The Real Numbers: What You’ll Pay Right Now
If you want the standard experience—watching out-of-market games—the base cost of MLB TV has held steady at $149.99 for the full yearly All Teams package. If you’d rather go month-to-month, you're looking at $29.99.
Honestly, the monthly plan is a bit of a trap unless you only care about the pennant race in September. Do the math: if you pay monthly from Opening Day through the World Series, you're spending way more than the flat annual fee.
Then there’s the Single Team package. It’s priced at $129.99 yearly.
Is it worth it? Probably not for most people. For a measly $20 difference, you lose access to every other game in the league. If your team is having a bad week and you want to see a no-hitter brewing in another city, you’re locked out. It feels like a bad deal because it is.
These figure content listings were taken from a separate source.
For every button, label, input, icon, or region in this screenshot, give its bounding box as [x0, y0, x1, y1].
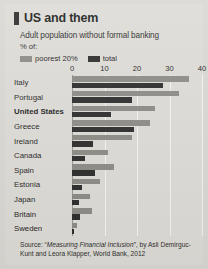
chart-row: Estonia [14, 177, 206, 192]
chart-rows: ItalyPortugalUnited StatesGreeceIrelandC… [14, 75, 206, 236]
bar-united-states-poorest-20 [72, 106, 155, 111]
chart-row: Greece [14, 119, 206, 134]
row-label-estonia: Estonia [14, 178, 68, 191]
row-label-portugal: Portugal [14, 91, 68, 104]
row-label-italy: Italy [14, 76, 68, 89]
bar-greece-poorest-20 [72, 120, 150, 125]
bar-spain-poorest-20 [72, 164, 114, 169]
chart-row: Canada [14, 148, 206, 163]
legend-swatch-total [88, 56, 100, 62]
chart-row: Ireland [14, 134, 206, 149]
chart-row: Portugal [14, 90, 206, 105]
chart-row: United States [14, 104, 206, 119]
x-axis-ticks: 010203040 [14, 64, 206, 75]
row-label-greece: Greece [14, 120, 68, 133]
bar-japan-total [72, 200, 79, 205]
bar-canada-total [72, 156, 85, 161]
title-row: US and them [14, 12, 98, 25]
legend-item-poorest: poorest 20% [20, 54, 78, 63]
row-label-japan: Japan [14, 193, 68, 206]
bar-japan-poorest-20 [72, 194, 90, 199]
row-bars [72, 119, 206, 134]
bar-ireland-total [72, 141, 93, 146]
bar-britain-poorest-20 [72, 208, 92, 213]
chart-unit-label: % of: [20, 42, 37, 51]
bar-spain-total [72, 170, 95, 175]
bar-italy-total [72, 83, 163, 88]
bar-estonia-poorest-20 [72, 179, 100, 184]
row-bars [72, 75, 206, 90]
row-bars [72, 192, 206, 207]
page-title: US and them [24, 12, 98, 25]
row-bars [72, 104, 206, 119]
chart-row: Italy [14, 75, 206, 90]
row-bars [72, 177, 206, 192]
bar-greece-total [72, 127, 134, 132]
source-prefix: Source: “ [20, 241, 47, 248]
chart-row: Britain [14, 207, 206, 222]
bar-estonia-total [72, 185, 82, 190]
x-axis-tick-20: 20 [133, 64, 141, 73]
row-bars [72, 163, 206, 178]
bar-britain-total [72, 214, 80, 219]
bar-united-states-total [72, 112, 111, 117]
row-bars [72, 221, 206, 236]
x-axis-tick-10: 10 [100, 64, 108, 73]
x-axis-tick-30: 30 [165, 64, 173, 73]
bar-canada-poorest-20 [72, 150, 108, 155]
chart-subtitle: Adult population without formal banking [20, 31, 159, 40]
bar-portugal-total [72, 97, 132, 102]
accent-bar-icon [14, 12, 19, 25]
x-axis-tick-0: 0 [70, 64, 74, 73]
bar-sweden-total [72, 229, 74, 234]
chart-row: Spain [14, 163, 206, 178]
row-label-sweden: Sweden [14, 222, 68, 235]
row-label-united-states: United States [14, 105, 68, 118]
row-bars [72, 134, 206, 149]
chart-row: Sweden [14, 221, 206, 236]
legend-label-total: total [103, 54, 117, 63]
row-bars [72, 207, 206, 222]
legend-swatch-poorest [20, 56, 32, 62]
row-label-spain: Spain [14, 164, 68, 177]
row-bars [72, 90, 206, 105]
chart-plot-area: 010203040 ItalyPortugalUnited StatesGree… [14, 64, 206, 236]
bar-portugal-poorest-20 [72, 91, 179, 96]
row-label-ireland: Ireland [14, 135, 68, 148]
chart-row: Japan [14, 192, 206, 207]
row-label-canada: Canada [14, 149, 68, 162]
chart-page: US and them Adult population without for… [0, 0, 208, 269]
legend-item-total: total [88, 54, 117, 63]
row-label-britain: Britain [14, 208, 68, 221]
bar-ireland-poorest-20 [72, 135, 132, 140]
bar-italy-poorest-20 [72, 76, 189, 81]
row-bars [72, 148, 206, 163]
chart-legend: poorest 20% total [20, 54, 117, 63]
bar-sweden-poorest-20 [72, 223, 77, 228]
chart-frame: US and them Adult population without for… [5, 4, 203, 265]
source-title: Measuring Financial Inclusion [47, 241, 134, 248]
source-note: Source: “Measuring Financial Inclusion”,… [20, 240, 198, 258]
legend-label-poorest: poorest 20% [35, 54, 78, 63]
x-axis-tick-40: 40 [198, 64, 206, 73]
Breaking Down the 2026 Options:
- All Teams Yearly: $149.99
- Single Team Yearly: $129.99
- All Teams Monthly: $29.99
- At Bat (Audio Only): $29.99 per year or $3.99 per month
The "At Bat" sub is actually a sleeper hit for commuters. You get the radio feeds with no blackouts. None. You could be sitting in the parking lot of Dodger Stadium and listen to the home broadcast without a hitch.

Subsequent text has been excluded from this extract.